Active floor management allows supervisors to improve performance in the distribution center in 3 key ways. Be sure to walk the floor regularly to stay abreast of issues.
It helps to recognize which employees might need more training by having regular presence on management on the floor. These regular visits can be used to see who may be the next to be promoted to a managerial position; it shows you consider the floor and all goings on there and the employees to be vital to the overall operation and extremely essential; lastly, you can address issues as they happen.
Determine the Utilization of Space: To start with, you must determine the cube utilization within you workspace, making sure to check how much empty space is situated near the ceiling. Implementing narrower aisles and higher racks and particular forklifts that operate in those types of settings could greatly increase how you store and transport materials. What may not seem like a lot of wasted space could mean thousands of square feet and extra dollars with a few adjustments.

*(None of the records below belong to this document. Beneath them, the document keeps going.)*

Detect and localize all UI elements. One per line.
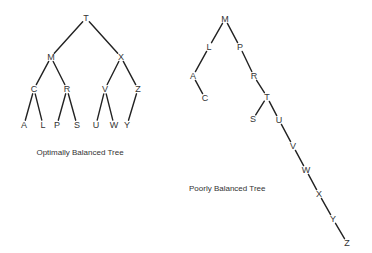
poor-node-Z: Z (344, 238, 350, 248)
optimal-node-P: P (54, 120, 60, 130)
poor-edge-X-Y (321, 198, 330, 214)
poor-tree-edges (195, 23, 344, 238)
poor-node-U: U (276, 115, 283, 125)
poor-node-S: S (250, 114, 256, 124)
optimal-edge-M-C (36, 61, 48, 84)
optimal-node-C: C (31, 84, 38, 94)
optimal-node-S: S (74, 120, 80, 130)
optimal-edge-V-W (106, 94, 113, 120)
poor-edge-L-A (195, 51, 206, 71)
optimal-edge-T-M (54, 22, 82, 54)
poor-edge-T-S (256, 101, 265, 115)
poor-node-C: C (202, 93, 209, 103)
optimal-edge-R-S (68, 94, 75, 120)
poor-node-L: L (206, 42, 211, 52)
poor-edge-W-X (308, 174, 316, 189)
poor-tree-nodes: MLPACRTSUVWXYZ (190, 14, 350, 248)
optimal-edge-T-X (89, 22, 117, 54)
optimal-tree-caption: Optimally Balanced Tree (36, 148, 124, 157)
poor-edge-M-P (227, 23, 237, 42)
optimal-edge-R-P (58, 94, 65, 120)
optimal-edge-V-U (97, 94, 104, 120)
optimal-edge-X-V (107, 62, 119, 85)
poor-edge-Y-Z (336, 223, 345, 238)
optimal-node-R: R (64, 84, 71, 94)
optimal-node-Z: Z (135, 84, 141, 94)
optimal-node-Y: Y (124, 120, 130, 130)
optimal-edge-Z-Y (129, 94, 137, 120)
optimal-node-U: U (93, 120, 100, 130)
optimal-edge-C-A (25, 94, 32, 120)
poor-node-P: P (237, 42, 243, 52)
poor-edge-R-T (257, 80, 265, 92)
optimal-edge-X-Z (123, 61, 135, 84)
poor-edge-U-V (281, 124, 290, 141)
optimal-edge-M-R (53, 62, 65, 85)
poor-node-T: T (264, 92, 270, 102)
poor-edge-V-W (295, 150, 303, 165)
optimal-edge-C-L (35, 94, 42, 120)
optimal-tree-nodes: TMXCRVZALPSUWY (21, 13, 141, 130)
poor-edge-T-U (269, 101, 276, 115)
poor-node-V: V (290, 141, 296, 151)
poor-edge-M-L (212, 23, 223, 42)
optimal-node-W: W (110, 120, 119, 130)
poorly-balanced-tree: MLPACRTSUVWXYZ Poorly Balanced Tree (189, 14, 350, 248)
optimal-node-X: X (118, 52, 124, 62)
optimal-node-V: V (102, 84, 108, 94)
optimal-node-A: A (21, 120, 27, 130)
optimally-balanced-tree: TMXCRVZALPSUWY Optimally Balanced Tree (21, 13, 141, 157)
optimal-node-M: M (47, 52, 55, 62)
diagram-svg: TMXCRVZALPSUWY Optimally Balanced Tree M… (0, 0, 372, 253)
poor-edge-A-C (195, 80, 202, 93)
poor-tree-caption: Poorly Balanced Tree (189, 184, 266, 193)
poor-node-M: M (221, 14, 229, 24)
poor-node-W: W (302, 165, 311, 175)
poor-node-X: X (316, 189, 322, 199)
optimal-node-L: L (40, 120, 45, 130)
poor-edge-P-R (242, 52, 252, 72)
poor-node-A: A (190, 71, 196, 81)
optimal-node-T: T (83, 13, 89, 23)
tree-comparison-diagram: TMXCRVZALPSUWY Optimally Balanced Tree M… (0, 0, 372, 253)
optimal-tree-edges (25, 22, 136, 121)
poor-node-R: R (251, 71, 258, 81)
poor-node-Y: Y (330, 214, 336, 224)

Check for Obsolete Inventory: If you see a stock-keeping unit or SKU has not moved in over a year, it is certainly consuming valuable space. Furthermore, if you have numerous half-full pallets which are stored or staged in aisles, you are also not utilizing available space to its full potential. By doing an inventory overhaul and re-organizing existing stock, much space could be made to accommodate things which are moving faster.

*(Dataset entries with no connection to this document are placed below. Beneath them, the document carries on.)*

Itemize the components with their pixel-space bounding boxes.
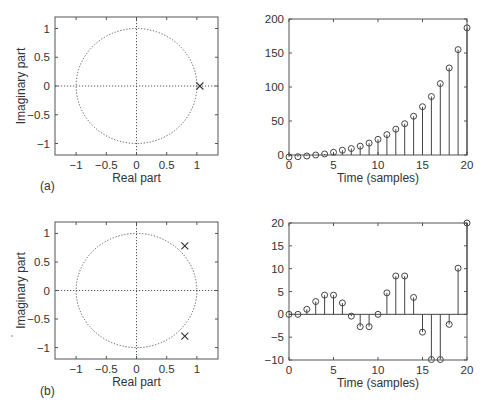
- panel-tag-b: (b): [40, 384, 55, 398]
- x-tick-label: 1: [194, 159, 200, 171]
- x-tick-label: 0: [286, 159, 292, 171]
- x-tick-label: 0.5: [159, 159, 175, 171]
- x-tick-label: 5: [330, 159, 336, 171]
- y-tick-label: 1: [44, 23, 50, 35]
- x-tick-label: −1: [70, 159, 83, 171]
- y-tick-label: −1: [37, 138, 50, 150]
- y-tick-label: 50: [271, 115, 284, 127]
- impulse-response-plot-b: 05101520−10−505101520Time (samples): [264, 217, 473, 390]
- x-tick-label: 20: [461, 159, 474, 171]
- y-tick-label: 0: [278, 308, 284, 320]
- x-tick-label: −0.5: [95, 363, 118, 375]
- y-tick-label: 0.5: [34, 256, 50, 268]
- y-tick-label: 0: [44, 80, 50, 92]
- y-tick-label: 0: [278, 149, 284, 161]
- x-tick-label: 10: [372, 159, 385, 171]
- x-tick-label: 15: [416, 364, 429, 376]
- x-tick-label: 5: [330, 364, 336, 376]
- pole-x-marker-icon: [181, 242, 188, 249]
- x-tick-label: 10: [372, 364, 385, 376]
- y-tick-label: −1: [37, 342, 50, 354]
- y-tick-label: 20: [271, 217, 284, 229]
- x-tick-label: 0: [286, 364, 292, 376]
- y-axis-label: Imaginary part: [14, 251, 28, 328]
- x-tick-label: 0: [133, 159, 139, 171]
- x-axis-label: Time (samples): [337, 171, 419, 185]
- y-tick-label: 100: [265, 81, 284, 93]
- pole-x-marker-icon: [181, 333, 188, 340]
- x-axis-label: Real part: [112, 171, 161, 185]
- y-tick-label: −5: [271, 331, 284, 343]
- x-tick-label: 20: [461, 364, 474, 376]
- panel-tag-a: (a): [40, 179, 55, 193]
- y-tick-label: 10: [271, 263, 284, 275]
- y-tick-label: 0: [44, 285, 50, 297]
- y-tick-label: 0.5: [34, 51, 50, 63]
- stray-dot: [11, 335, 13, 337]
- y-tick-label: 1: [44, 227, 50, 239]
- y-tick-label: 200: [265, 13, 284, 25]
- pole-zero-plot-a: −1−0.500.51−1−0.500.51Real partImaginary…: [14, 17, 218, 185]
- y-tick-label: 150: [265, 47, 284, 59]
- x-tick-label: 1: [194, 363, 200, 375]
- y-tick-label: −10: [264, 354, 284, 366]
- x-axis-label: Real part: [112, 375, 161, 389]
- y-tick-label: −0.5: [27, 109, 50, 121]
- impulse-response-plot-a: 05101520050100150200Time (samples): [265, 13, 474, 185]
- x-axis-label: Time (samples): [337, 376, 419, 390]
- x-tick-label: 0.5: [159, 363, 175, 375]
- y-tick-label: −0.5: [27, 313, 50, 325]
- figure-canvas: −1−0.500.51−1−0.500.51Real partImaginary…: [0, 0, 489, 403]
- x-tick-label: 0: [133, 363, 139, 375]
- y-axis-label: Imaginary part: [14, 47, 28, 124]
- x-tick-label: 15: [416, 159, 429, 171]
- y-tick-label: 15: [271, 240, 284, 252]
- y-tick-label: 5: [278, 286, 284, 298]
- x-tick-label: −0.5: [95, 159, 118, 171]
- pole-zero-plot-b: −1−0.500.51−1−0.500.51Real partImaginary…: [14, 222, 218, 389]
- x-tick-label: −1: [70, 363, 83, 375]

How is the Flow of Product? Check to see if the flow of products is both logical and sequential, by making the time to trace how exactly product flows in your facility regularly. Around 60% of direct labor in the warehouse is allotted to traveling from place to place. You can potentially have less employees completing the same amount of work by being aware of product flow. Being able to move personnel to complete other tasks instead of having employees doubled up transporting objects would get more work out of the same amount of personnel.
The order filling procedure should be reviewed and if it is identified that a variety of SKUs are mixed-up in one location. If orders do not require items of this mix, pickers are wasting time. One more big waste of time is having the same SKU situated in many places in the warehouse. Get the staff used of going to a particular location for each and every particular item so that they are just looking in one place and not traveling all around the warehouse checking more than one location for the same item. These small changes could greatly improve the overall effectiveness within your warehouse.